Just at this time, her father saw somewhat less of her than usual. He was oppressed with business cares; daily, hourly vexations. Only twice a week the great water-wheel, the delight of our little Edwin as it had once been of his father, might be seen slowly turning; and the water-courses along the meadows, with their mechanically-forced channels, and their pretty sham cataracts, were almost always low or dry. It ceased to be a pleasure to walk in the green hollow, between the two grassy hills, which heretofore Muriel and I had liked even better than the Flat. Now she missed the noise of the water—the cry of the water-hens—the stirring of the reeds.

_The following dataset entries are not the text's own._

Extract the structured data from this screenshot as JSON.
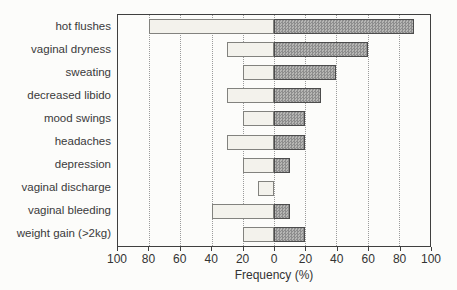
{
  "chart_data": {
    "type": "bar",
    "variant": "horizontal-diverging",
    "title": "",
    "xlabel": "Frequency (%)",
    "ylabel": "",
    "categories": [
      "hot flushes",
      "vaginal dryness",
      "sweating",
      "decreased libido",
      "mood swings",
      "headaches",
      "depression",
      "vaginal discharge",
      "vaginal bleeding",
      "weight gain (>2kg)"
    ],
    "series": [
      {
        "name": "left-group",
        "side": "left",
        "style": "light-plain",
        "values": [
          80,
          30,
          20,
          30,
          20,
          30,
          20,
          10,
          40,
          20
        ]
      },
      {
        "name": "right-group",
        "side": "right",
        "style": "dark-hatched",
        "values": [
          90,
          60,
          40,
          30,
          20,
          20,
          10,
          0,
          10,
          20
        ]
      }
    ],
    "axis_tick_labels": [
      "100",
      "80",
      "60",
      "40",
      "20",
      "0",
      "20",
      "40",
      "60",
      "80",
      "100"
    ],
    "xlim_each_side": [
      0,
      100
    ],
    "tick_step": 20,
    "grid": "dotted-vertical",
    "legend": "none"
  },
  "colors": {
    "background": "#fcfcfa",
    "plot_border": "#3f3f3f",
    "gridline": "#9b9b9b",
    "light_bar_fill": "#f3f2ec",
    "light_bar_border": "#82827e",
    "dark_bar_fill": "#9b9b9b",
    "dark_bar_border": "#4c4c4c",
    "text": "#333333"
  }
}
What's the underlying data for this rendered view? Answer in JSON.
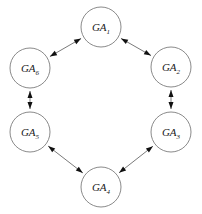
{
  "diagram": {
    "type": "directed-graph",
    "background_color": "#ffffff",
    "node_fill_color": "#ffffff",
    "node_stroke_color": "#8a8a8a",
    "edge_color": "#7a7a7a",
    "arrowhead_color": "#111111",
    "node_radius": 20,
    "nodes": [
      {
        "id": "GA1",
        "base": "GA",
        "subscript": "1",
        "label": "GA1",
        "cx": 101,
        "cy": 27,
        "position": "top"
      },
      {
        "id": "GA2",
        "base": "GA",
        "subscript": "2",
        "label": "GA2",
        "cx": 171,
        "cy": 67,
        "position": "upper-right"
      },
      {
        "id": "GA3",
        "base": "GA",
        "subscript": "3",
        "label": "GA3",
        "cx": 171,
        "cy": 132,
        "position": "lower-right"
      },
      {
        "id": "GA4",
        "base": "GA",
        "subscript": "4",
        "label": "GA4",
        "cx": 101,
        "cy": 187,
        "position": "bottom"
      },
      {
        "id": "GA5",
        "base": "GA",
        "subscript": "5",
        "label": "GA5",
        "cx": 30,
        "cy": 132,
        "position": "lower-left"
      },
      {
        "id": "GA6",
        "base": "GA",
        "subscript": "6",
        "label": "GA6",
        "cx": 30,
        "cy": 68,
        "position": "upper-left"
      }
    ],
    "edges": [
      {
        "from": "GA1",
        "to": "GA2",
        "direction": "both",
        "name": "edge-ga1-ga2"
      },
      {
        "from": "GA2",
        "to": "GA3",
        "direction": "both",
        "name": "edge-ga2-ga3"
      },
      {
        "from": "GA3",
        "to": "GA4",
        "direction": "both",
        "name": "edge-ga3-ga4"
      },
      {
        "from": "GA4",
        "to": "GA5",
        "direction": "both",
        "name": "edge-ga4-ga5"
      },
      {
        "from": "GA5",
        "to": "GA6",
        "direction": "both",
        "name": "edge-ga5-ga6"
      },
      {
        "from": "GA6",
        "to": "GA1",
        "direction": "both",
        "name": "edge-ga6-ga1"
      }
    ]
  }
}
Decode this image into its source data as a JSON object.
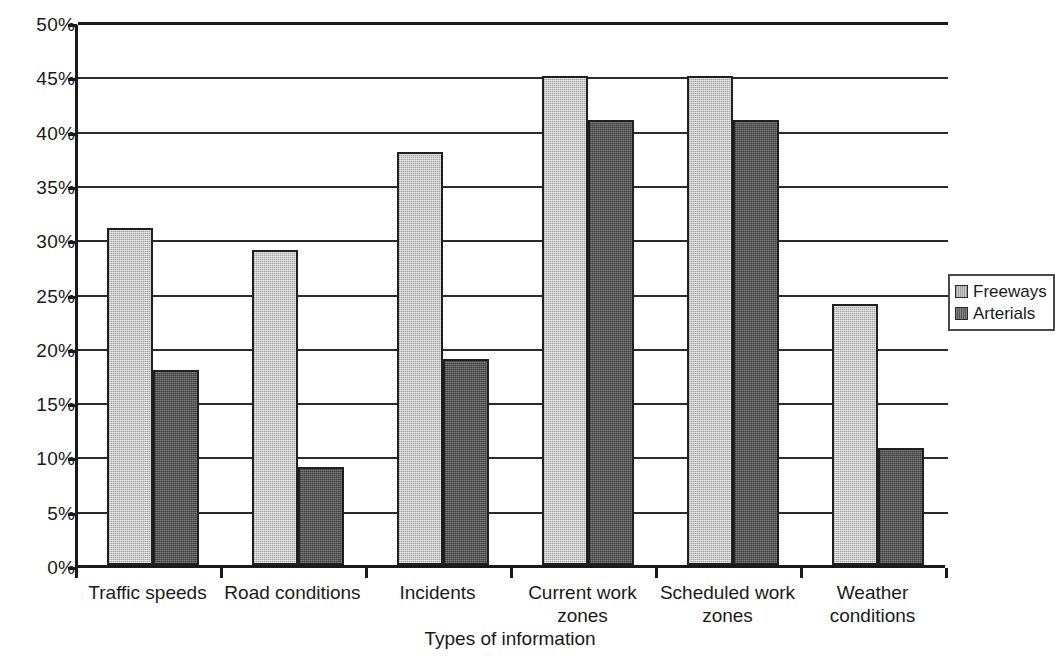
{
  "chart_data": {
    "type": "bar",
    "title": "",
    "xlabel": "Types of information",
    "ylabel": "",
    "categories": [
      "Traffic speeds",
      "Road conditions",
      "Incidents",
      "Current work zones",
      "Scheduled work zones",
      "Weather conditions"
    ],
    "category_lines": [
      [
        "Traffic speeds"
      ],
      [
        "Road conditions"
      ],
      [
        "Incidents"
      ],
      [
        "Current work",
        "zones"
      ],
      [
        "Scheduled work",
        "zones"
      ],
      [
        "Weather",
        "conditions"
      ]
    ],
    "series": [
      {
        "name": "Freeways",
        "color": "#c9c9c9",
        "values": [
          31,
          29,
          38,
          45,
          45,
          24
        ]
      },
      {
        "name": "Arterials",
        "color": "#585858",
        "values": [
          18,
          9,
          19,
          41,
          41,
          10.8
        ]
      }
    ],
    "ylim": [
      0,
      50
    ],
    "ytick_values": [
      0,
      5,
      10,
      15,
      20,
      25,
      30,
      35,
      40,
      45,
      50
    ],
    "ytick_labels": [
      "0%",
      "5%",
      "10%",
      "15%",
      "20%",
      "25%",
      "30%",
      "35%",
      "40%",
      "45%",
      "50%"
    ],
    "grid": true,
    "grid_axis": "y",
    "legend_position": "right"
  },
  "legend": {
    "entries": [
      {
        "label": "Freeways"
      },
      {
        "label": "Arterials"
      }
    ]
  },
  "axis": {
    "x_title": "Types of information"
  }
}
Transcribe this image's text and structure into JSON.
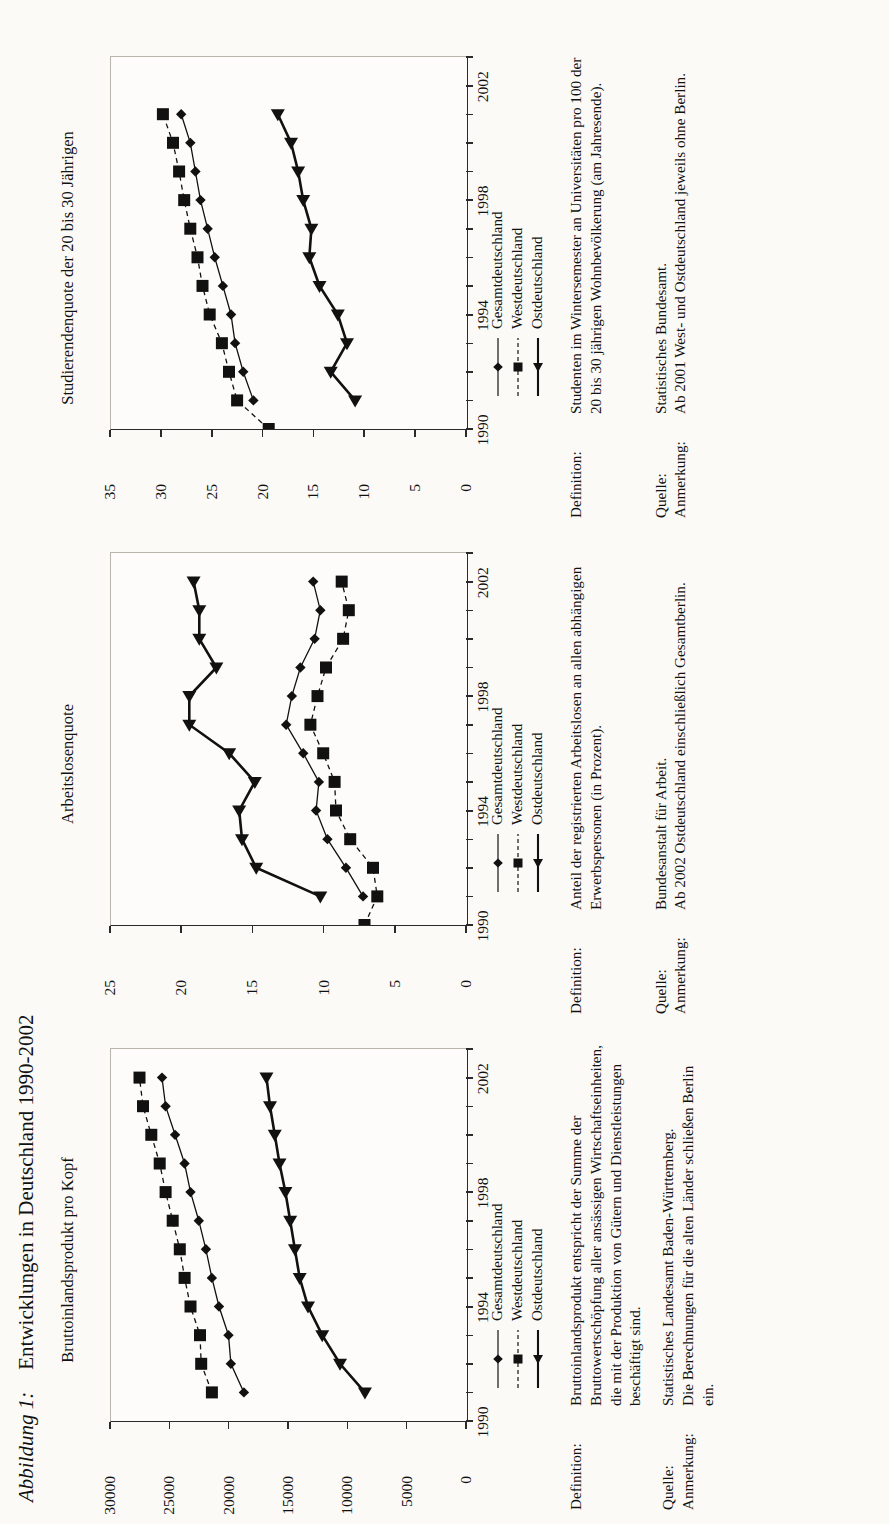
{
  "figure": {
    "label": "Abbildung 1:",
    "title": "Entwicklungen in Deutschland 1990-2002"
  },
  "series_names": {
    "gesamt": "Gesamtdeutschland",
    "west": "Westdeutschland",
    "ost": "Ostdeutschland"
  },
  "panels": [
    {
      "title": "Bruttoinlandsprodukt pro Kopf",
      "definition_label": "Definition:",
      "definition_text": "Bruttoinlandsprodukt entspricht der Summe der Bruttowertschöpfung aller ansässigen Wirtschaftseinheiten, die mit der Produktion von Gütern und Dienstleistungen beschäftigt sind.",
      "quelle_label": "Quelle:",
      "quelle_text": "Statistisches Landesamt Baden-Württemberg.",
      "anmerkung_label": "Anmerkung:",
      "anmerkung_text": "Die Berechnungen für die alten Länder schließen Berlin ein."
    },
    {
      "title": "Arbeitslosenquote",
      "definition_label": "Definition:",
      "definition_text": "Anteil der registrierten Arbeitslosen an allen abhängigen Erwerbspersonen (in Prozent).",
      "quelle_label": "Quelle:",
      "quelle_text": "Bundesanstalt für Arbeit.",
      "anmerkung_label": "Anmerkung:",
      "anmerkung_text": "Ab 2002 Ostdeutschland einschließlich Gesamtberlin."
    },
    {
      "title": "Studierendenquote der 20 bis 30 Jährigen",
      "definition_label": "Definition:",
      "definition_text": "Studenten im Wintersemester an Universitäten pro 100 der 20 bis 30 jährigen Wohnbevölkerung (am Jahresende).",
      "quelle_label": "Quelle:",
      "quelle_text": "Statistisches Bundesamt.",
      "anmerkung_label": "Anmerkung:",
      "anmerkung_text": "Ab 2001 West- und Ostdeutschland jeweils ohne Berlin."
    }
  ],
  "chart_data": [
    {
      "type": "line",
      "title": "Bruttoinlandsprodukt pro Kopf",
      "xlabel": "",
      "ylabel": "",
      "x": [
        1991,
        1992,
        1993,
        1994,
        1995,
        1996,
        1997,
        1998,
        1999,
        2000,
        2001,
        2002
      ],
      "xlim": [
        1990,
        2003
      ],
      "xticks": [
        1990,
        1994,
        1998,
        2002
      ],
      "ylim": [
        0,
        30000
      ],
      "yticks": [
        0,
        5000,
        10000,
        15000,
        20000,
        25000,
        30000
      ],
      "grid": false,
      "legend_position": "below-axis",
      "series": [
        {
          "name": "Gesamtdeutschland",
          "marker": "diamond",
          "line": "solid",
          "values": [
            18800,
            19900,
            20100,
            20900,
            21500,
            22000,
            22600,
            23300,
            23800,
            24600,
            25400,
            25700
          ]
        },
        {
          "name": "Westdeutschland",
          "marker": "square",
          "line": "dashed",
          "values": [
            21500,
            22400,
            22500,
            23300,
            23800,
            24200,
            24800,
            25400,
            25900,
            26600,
            27300,
            27600
          ]
        },
        {
          "name": "Ostdeutschland",
          "marker": "triangle",
          "line": "solid",
          "values": [
            8600,
            10700,
            12200,
            13400,
            14100,
            14500,
            14900,
            15300,
            15800,
            16200,
            16600,
            16900
          ]
        }
      ]
    },
    {
      "type": "line",
      "title": "Arbeitslosenquote",
      "xlabel": "",
      "ylabel": "",
      "x": [
        1990,
        1991,
        1992,
        1993,
        1994,
        1995,
        1996,
        1997,
        1998,
        1999,
        2000,
        2001,
        2002
      ],
      "xlim": [
        1990,
        2003
      ],
      "xticks": [
        1990,
        1994,
        1998,
        2002
      ],
      "ylim": [
        0,
        25
      ],
      "yticks": [
        0,
        5,
        10,
        15,
        20,
        25
      ],
      "grid": false,
      "legend_position": "below-axis",
      "series": [
        {
          "name": "Gesamtdeutschland",
          "marker": "diamond",
          "line": "solid",
          "values": [
            null,
            7.3,
            8.5,
            9.8,
            10.6,
            10.4,
            11.5,
            12.7,
            12.3,
            11.7,
            10.7,
            10.3,
            10.8
          ]
        },
        {
          "name": "Westdeutschland",
          "marker": "square",
          "line": "dashed",
          "values": [
            7.2,
            6.3,
            6.6,
            8.2,
            9.2,
            9.3,
            10.1,
            11.0,
            10.5,
            9.9,
            8.7,
            8.3,
            8.8
          ]
        },
        {
          "name": "Ostdeutschland",
          "marker": "triangle",
          "line": "solid",
          "values": [
            null,
            10.3,
            14.8,
            15.8,
            16.0,
            14.9,
            16.7,
            19.5,
            19.5,
            17.6,
            18.8,
            18.8,
            19.2
          ]
        }
      ]
    },
    {
      "type": "line",
      "title": "Studierendenquote der 20 bis 30 Jährigen",
      "xlabel": "",
      "ylabel": "",
      "x": [
        1990,
        1991,
        1992,
        1993,
        1994,
        1995,
        1996,
        1997,
        1998,
        1999,
        2000,
        2001
      ],
      "xlim": [
        1990,
        2003
      ],
      "xticks": [
        1990,
        1994,
        1998,
        2002
      ],
      "ylim": [
        0,
        35
      ],
      "yticks": [
        0,
        5,
        10,
        15,
        20,
        25,
        30,
        35
      ],
      "grid": false,
      "legend_position": "below-axis",
      "series": [
        {
          "name": "Gesamtdeutschland",
          "marker": "diamond",
          "line": "solid",
          "values": [
            null,
            21.0,
            22.0,
            22.8,
            23.2,
            24.0,
            24.8,
            25.5,
            26.2,
            26.7,
            27.2,
            28.1
          ]
        },
        {
          "name": "Westdeutschland",
          "marker": "square",
          "line": "dashed",
          "values": [
            19.5,
            22.6,
            23.4,
            24.1,
            25.3,
            26.0,
            26.5,
            27.2,
            27.8,
            28.3,
            28.9,
            29.9
          ]
        },
        {
          "name": "Ostdeutschland",
          "marker": "triangle",
          "line": "solid",
          "values": [
            null,
            11.0,
            13.4,
            11.8,
            12.7,
            14.5,
            15.5,
            15.3,
            16.1,
            16.6,
            17.3,
            18.6
          ]
        }
      ]
    }
  ]
}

Above all, she missed her father, who was too busy to come out of his mill to us, and hardly ever had a spare minute, even for his little daughter.
He was setting up that wonderful novelty—a steam-engine. He had already been to Manchester and elsewhere, and seen how the new power was applied by Arkwright, Hargreaves, and others; his own ingenuity and mechanical knowledge furnished the rest. He worked early and late—often with his own hands—aided by the men he brought with him from Manchester. For it was necessary to keep the secret—especially in our primitive valley—until the thing was complete. So the ignorant, simple mill people, when they came for their easy Saturday's wages, only stood and gaped at the mass of iron, and the curiously-shaped brickwork, and wondered what on earth "the master" was about? But he was so thoroughly "the master," with all his kindness, that no one ventured either to question or interfere.